Thursday, 21 July 2011

Are there really 4 pillars in EA?

As in most EA theories there are 4 pillars; Business, Application, Data and Technology. I know that I'm quite new to the EA scene, but in my experience so far I see that EA is focussed on the Applications and Data pillars.

Business
The business pillar is a given, we use it as input and we support more or less in its shape. But do we really work in this field? I believe the business still sees the Enterprise Architect as an IT guy. They don't concider the Enterprise Architect as a person that helps them shape their shop. In theory it should, in practice I have my doubts. As mentioned last time, I believe this is the job for the Business Architect and in lesser extend the business analysts.

Technology
For the record, this is about hardware, procured software, networking and other nuts and bolts. This domain is getting more and more commodetised on the one hand, and the cloud makes all of this less relevant on the other hand. The result of this is that in this technology pillar Enterprise Architecture is going towards procurement and supplier management. To be honest, not a field where an Enterprise Architect is quite comfortable in.

Applications & Data
Applications and Data is for me the two core aspects where an Enterprise Architect can make a difference. Today it translates in roadmaps, Integration topics like SOA and EDA. Data topics like MDM, etc. this is where the Enterprise Architect will have his focus on. I don't believe completely on the view from Jeff Scott of "there's an app for that" approach in 20 years from now. Yes, we will have more apps; I even downloaded OS X Lion last night from the App Store from Apple, went to sleep and in the morning I had a new OS installed and working like a charm. However, even in an app world we will still face the integration music, so at best Enterprise Architects migt become app integration specialists :). One thing the app move does, makes everything more simple at least from the user's point of view. I'm thinking, when things become more simple we would have less need for the governance of it, so this might be another topic we can drop from the Enterprise Architects role...

Sunday, 10 July 2011

Business Architect

Since a few days I'm telling various people about a missing role/person in the company. Whilst I may be an Enterprise Architect since a couple of months now; getting things done and organized in the IT departments seems just so easier than it is in the business side. I know it is due to my IT background that it just feels much more natural and hence you roll much better in the IT space. I consider myself doing a relative decent job (as a youngster in this role) in my natural habitat; acting like oil to make the machines run smoother again.

I believe a Business Architect is actually a person much needed to act as a counter part of the more tech savvy enterprise architect. This person should be the one that ties up the different departments and make them act according to the companies strategies; better yet, he should be involved in aligning the various departmental strategies into one coherent direction. Enterprise Architects coming from the IT corner will have a hard time to get this done; I believe this business oriented role is much more the destination for let's say a business analyst that never worked in IT.

An Enterprise Architect can get early involvement in the strategic exercises but will usually be coordinating between the business and IT; much less getting the ducks of every business department on a row, so there's definitely some work left for the business architect.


Tally the lines of the data below that contain the string "title". Give the tally and nothing else.
** Opening Entries provided block **
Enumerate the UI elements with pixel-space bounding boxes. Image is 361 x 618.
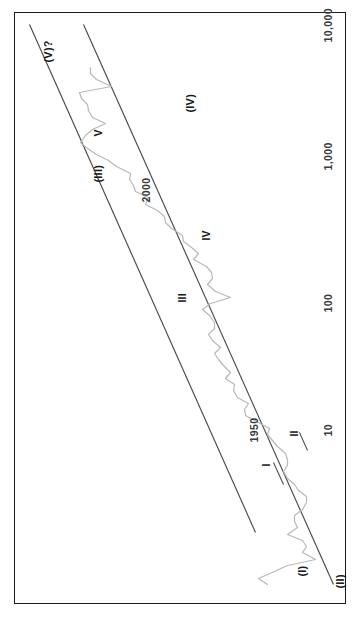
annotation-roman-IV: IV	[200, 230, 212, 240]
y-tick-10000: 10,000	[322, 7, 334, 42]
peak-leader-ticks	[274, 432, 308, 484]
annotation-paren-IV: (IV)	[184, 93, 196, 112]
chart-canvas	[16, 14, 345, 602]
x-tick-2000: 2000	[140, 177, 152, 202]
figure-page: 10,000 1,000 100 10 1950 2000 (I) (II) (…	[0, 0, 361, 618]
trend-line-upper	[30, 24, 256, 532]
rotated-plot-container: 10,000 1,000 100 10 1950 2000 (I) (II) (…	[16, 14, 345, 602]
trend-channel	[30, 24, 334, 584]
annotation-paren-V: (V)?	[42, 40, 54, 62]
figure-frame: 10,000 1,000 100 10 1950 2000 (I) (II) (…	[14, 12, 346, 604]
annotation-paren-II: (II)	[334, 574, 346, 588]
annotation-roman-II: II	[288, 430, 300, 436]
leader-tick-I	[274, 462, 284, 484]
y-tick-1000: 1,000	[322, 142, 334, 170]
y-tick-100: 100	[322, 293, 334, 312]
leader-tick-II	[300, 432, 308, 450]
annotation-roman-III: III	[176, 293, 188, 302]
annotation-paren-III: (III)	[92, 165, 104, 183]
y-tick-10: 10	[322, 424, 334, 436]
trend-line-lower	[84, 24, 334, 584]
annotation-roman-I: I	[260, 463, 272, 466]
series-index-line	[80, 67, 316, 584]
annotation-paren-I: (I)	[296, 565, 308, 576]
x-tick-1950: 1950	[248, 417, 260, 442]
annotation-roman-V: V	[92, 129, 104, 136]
** Closing Entries provided block **
** Opening Entries provided block **
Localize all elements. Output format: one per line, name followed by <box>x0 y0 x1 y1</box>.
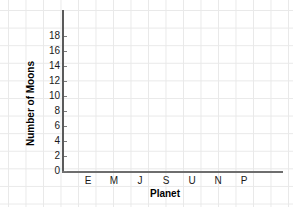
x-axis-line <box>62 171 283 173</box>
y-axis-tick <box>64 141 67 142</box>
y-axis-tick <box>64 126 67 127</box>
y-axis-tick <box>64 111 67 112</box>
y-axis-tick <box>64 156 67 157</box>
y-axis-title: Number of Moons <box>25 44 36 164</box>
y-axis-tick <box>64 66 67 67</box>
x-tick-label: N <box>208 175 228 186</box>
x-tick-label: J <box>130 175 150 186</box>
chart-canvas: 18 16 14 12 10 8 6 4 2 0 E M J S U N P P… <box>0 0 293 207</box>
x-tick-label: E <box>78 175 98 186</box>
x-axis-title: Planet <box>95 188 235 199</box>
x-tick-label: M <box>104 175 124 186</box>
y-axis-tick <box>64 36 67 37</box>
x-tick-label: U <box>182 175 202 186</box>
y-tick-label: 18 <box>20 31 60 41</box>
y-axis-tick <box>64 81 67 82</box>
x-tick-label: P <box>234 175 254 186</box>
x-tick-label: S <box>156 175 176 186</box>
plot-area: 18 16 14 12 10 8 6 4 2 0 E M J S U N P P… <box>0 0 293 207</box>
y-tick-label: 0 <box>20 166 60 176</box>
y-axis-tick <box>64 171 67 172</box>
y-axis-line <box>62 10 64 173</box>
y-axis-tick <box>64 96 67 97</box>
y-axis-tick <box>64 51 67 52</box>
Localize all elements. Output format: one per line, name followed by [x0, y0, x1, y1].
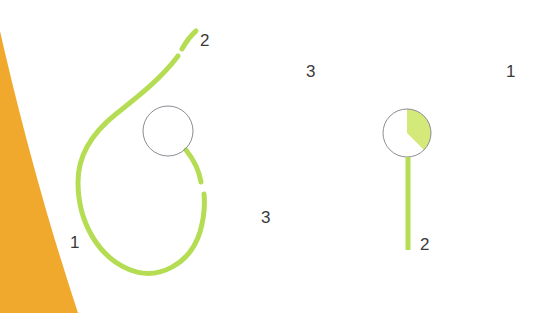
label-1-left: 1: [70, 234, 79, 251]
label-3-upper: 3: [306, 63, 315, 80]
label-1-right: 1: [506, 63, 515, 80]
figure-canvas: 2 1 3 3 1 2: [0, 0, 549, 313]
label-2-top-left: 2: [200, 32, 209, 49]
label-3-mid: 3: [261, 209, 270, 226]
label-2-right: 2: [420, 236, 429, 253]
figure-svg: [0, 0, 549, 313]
** Closing Entries provided block **
:: Written response ::
2